The above example coms from Bounded MPMC queue.

The order of instruction execution is important. The compiler / java VM and the CPU are allowed to reorder instructions in the program for performance reasons, as long as the semantic meaning of the instructions remain the same. For instance, look at the following instructions,

int a = 1;
int b = 2;

a++;
b++;

These instructions could be reordered to the following sequence without losing the semantic meaning of the program:

int a = 1;
a++;

int b = 2;
b++;

There are different options when loading the atomic variable, this blog is to discuss the difference between them.

memory_order_relaxed

This memory ordering option provides the fewest ordering guarantees. It allows the greatest level of optimization freedom for the compiler and the CPU. It does not enforce any synchronization or ordering constraints on other memory accesses. It is useful in situations where strict ordering is not required or when the synchronization is handled through other means (e.g., locks or other synchronization primitives).

This type of atomic operation can have various optimizations performed on them, and they do not guarantee an order concerning locking and normal memory accesses.

memory_order_acquire

Reads from and writes to other variables cannot be reordered to occur before a read of a volatile variable, if the reads / writes originally occurred after the read of the volatile variable.

Notice that it is possible for reads of other variables that occur before the read of a volatile variable can be reordered to occur after the read of the volatile. Just not the other way around.

From before to after is allowed, but from after to before is not allowed.

memory_order_consume

This performs the same operation as memory_order_acquire, except that the ordering guarantees only apply to dependent data.

memory_order_release

Reads from and writes to other variables cannot be reordered to occur after a write to a volatile variable, if the reads / writes originally occurred before the write to the volatile variable.

The reads / writes before a write to a volatile variable are guaranteed to "happen before" the write to the volatile variable.

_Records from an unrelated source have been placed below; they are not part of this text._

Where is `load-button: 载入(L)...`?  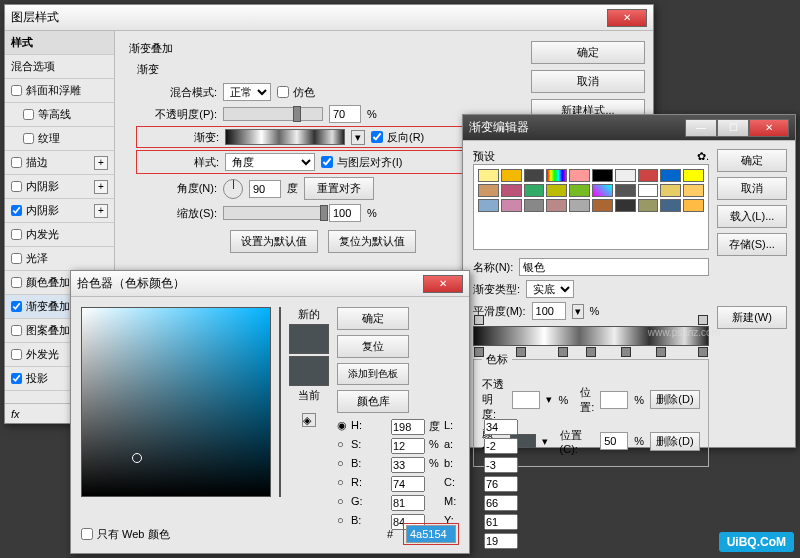
load-button: 载入(L)... is located at coordinates (752, 216).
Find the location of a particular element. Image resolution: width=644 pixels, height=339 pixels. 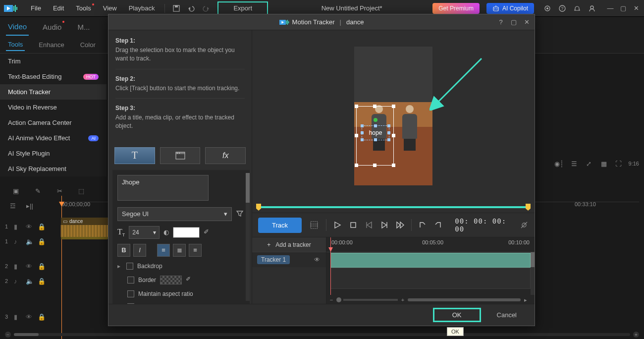

subtab-color: Color is located at coordinates (88, 45).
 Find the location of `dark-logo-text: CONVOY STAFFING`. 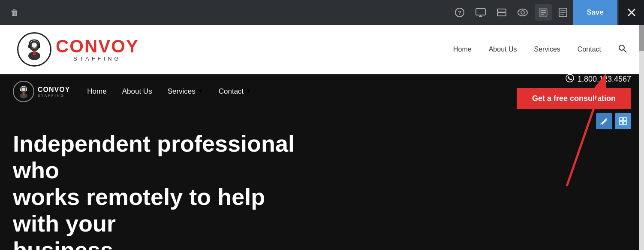

dark-logo-text: CONVOY STAFFING is located at coordinates (54, 92).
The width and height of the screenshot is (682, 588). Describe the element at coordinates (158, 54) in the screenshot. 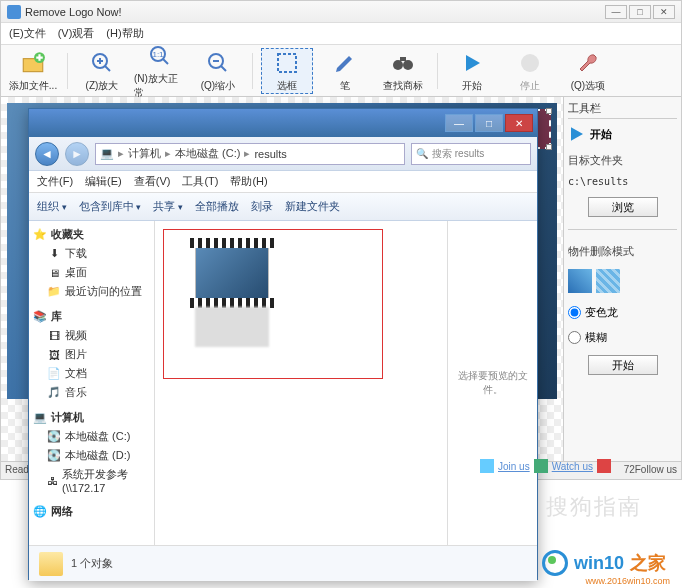

I see `svg-text: 1:1` at that location.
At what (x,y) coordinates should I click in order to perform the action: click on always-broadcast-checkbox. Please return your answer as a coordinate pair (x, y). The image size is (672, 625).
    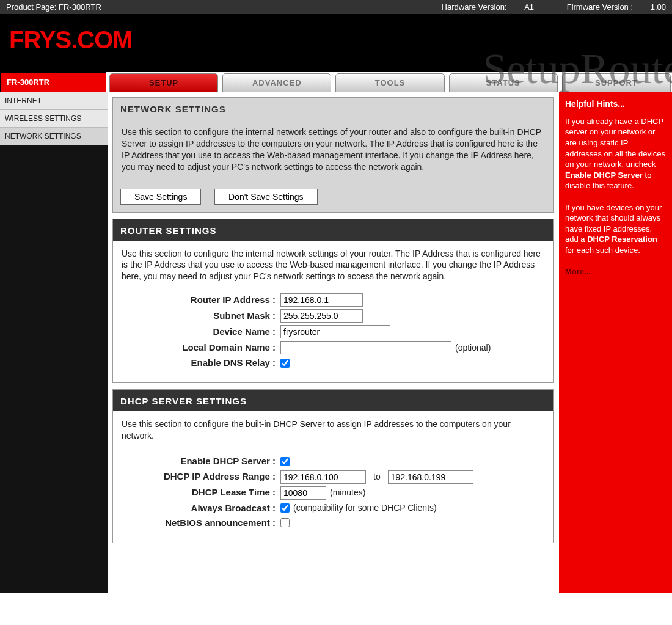
    Looking at the image, I should click on (285, 508).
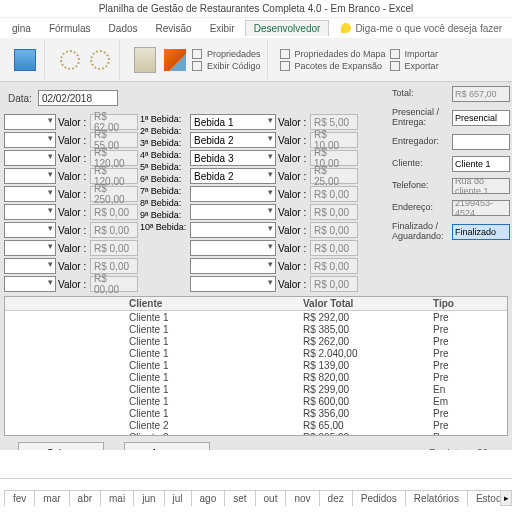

Notice that it is still possible for e.g. reads / writes of other variables located after a write to a volatile to be reordered to occur before that write to the volatile. Just not the other way around.

From after to before is allowed, but from before to after is not allowed.

memory_order_acq_rel

This is a hybrid of memory_order_acquire and memory_order_release. Unlike the sequentially consistent model, this hybrid applies a happens-before relationship to dependent variables. This variant allows the synchronization requirements between independent readings and writes to be relaxed.

memory_order_seq_cst

This operates when all access to memory (that may have visible side effects on the other threads involved) has already happened. This is the strictest memory order variant. Thus, it guarantees the most negligible unexpected side effects between the thread interactions through non-atomic memory accesses.

Memory Order in Java

Check the README and example in RingBuffer.